One of the most notable victims of this extinction is the gastric-brooding frog, an Australian species which disappeared a decade after its discovery in 1981. The frog was named after the way it hatched its young: shortly after mating and spawning the female would swallow the eggs and brood them inside her stomach, the baby frogs being expelled once they had grown. The frog represented a completely unique family, as no others in Australia have been observed to hold this ability.

The gastric-brooding frog had barely been discovered when it was driven to extinction, which is believed to have been caused by the destruction of its habitat. Like the golden toad it was confined to a small area of forest in southern Queensland, and even slight changes to its environment could have had a disastrous effect on the population. A few years after it disappeared a subspecies was discovered but, within a year, it too had died out.

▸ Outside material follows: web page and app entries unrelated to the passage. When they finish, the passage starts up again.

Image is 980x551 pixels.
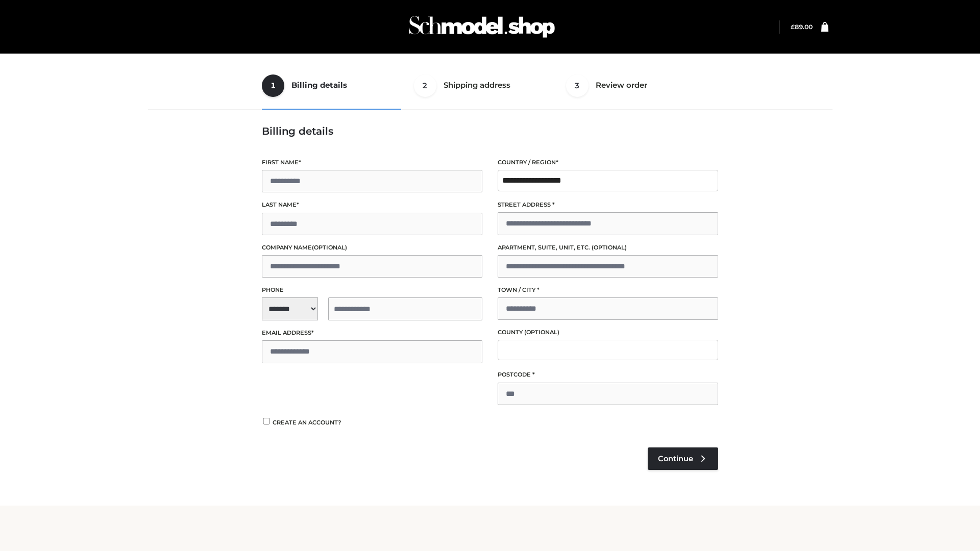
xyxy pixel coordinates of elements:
[591,244,627,251] span: (optional)
[262,200,482,209] label: Last name
[524,329,559,336] span: (optional)
[790,23,794,31] span: £
[498,243,718,253] label: Apartment, suite, unit, etc.
[262,418,271,425] input: Create an account?
[498,328,718,337] label: County
[498,158,718,167] label: Country / Region
[498,285,718,295] label: Town / City
[498,200,718,209] label: Street address
[262,243,482,253] label: Company name
[658,454,693,463] span: Continue
[647,448,718,470] a: Continue
[262,285,482,295] label: Phone
[312,244,347,251] span: (optional)
[790,23,813,31] a: £89.00
[262,125,718,137] h3: Billing details
[262,158,482,167] label: First name
[405,7,558,47] img: Schmodel Admin 964
[498,370,718,380] label: Postcode
[790,23,813,31] bdi: 89.00
[262,328,482,338] label: Email address
[273,419,341,426] span: Create an account?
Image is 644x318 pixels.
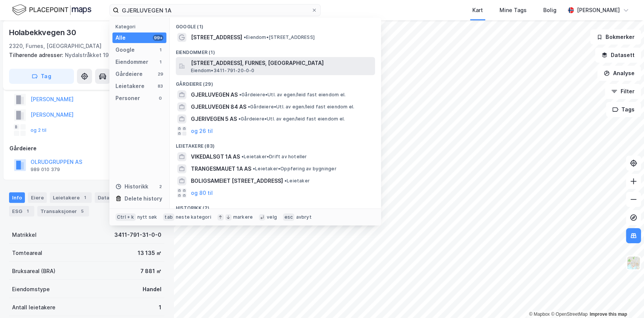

Since then the frog has been frequently cited as a victim of human interference, though not to the same extent as the Thylacine.

Thanks to a recent breakthrough, though, this may no longer be the case.

In March, a group of researchers from the University of New South Wales announced they had cloned embryos of the gastric-brooding frog as a part of the Lazarus Project. The project, headed by Dr Mike Archer, also responsible for heading a project based around cloning the Thylacine, is one of several de-extinction projects across the world, and is the first to have made such a major leap forward in creating a living embryo.

The embryos were created using somatic-cell nuclear transplantation, or SCNT, the same process used to create Dolly the sheep. In this process, the nucleus of a living cell is removed and transplanted into an egg cell which has had its own nucleus inactivated. Just like Dolly, the Lazarus Project represents a major step forward for cloning, but with the gastric-brooding frog an entirely new set of hurdles have presented themselves. The chief challenge for the project is that there are no living gastric-brooding frogs to use as egg donors; the closest that can be used is a distant relative, the barred frog.

‘The challenge for the Lazarus Project is that the frog we’ve been using as a host species – the one which we got the eggs for SCNT – only breeds pretty much once a year. So we only had, really, one go a year for about a week in which to do these trials,’ said Dr Archer. ‘In all the SCNT projects we’ve been involved in related to the Lazarus Project, it’s always the nucleus that’s being moved is a different species than the egg into which we’re putting it. So it’s a sort of cross-species cloning, which is a very important distinction between what happened with Dolly and what we’re doing.’

Dr Archer also mentioned the impact that Jurassic Park, both the film and the original novel by Michael Crichton, have had in bringing attention to de-extinction. ‘Michael Crichton, in his introduction to the book Jurassic Park… he’s quite honest that he wrote this book to scare people to death about ever thinking about [cloning]. He’s gone, but you have to say “what a colossal failure”, if that was his purpose. All he’s done is excited the next generation of people to think about the possibility.’

Despite the initial success with the embryos, they didn’t survive past a few days, failing to move past the gastrulation stage of development. There was fear that the DNA being used was of poor quality, but tests with fresh DNA halted at the same stage of development. Despite this setback the Lazarus Project’s team remains optimistic, and are possibly even more excited now than they were at the start of the project.

‘We haven’t got a tadpole, and we haven’t got a frog,’ explained Dr Archer. ‘So we’re a long way from the finishing line, but we’re a lot further in the race than we thought we’d be.’
 

Featured image: The Gastric Brooding Frog giving birth. Photo courtesy Department of the Environment.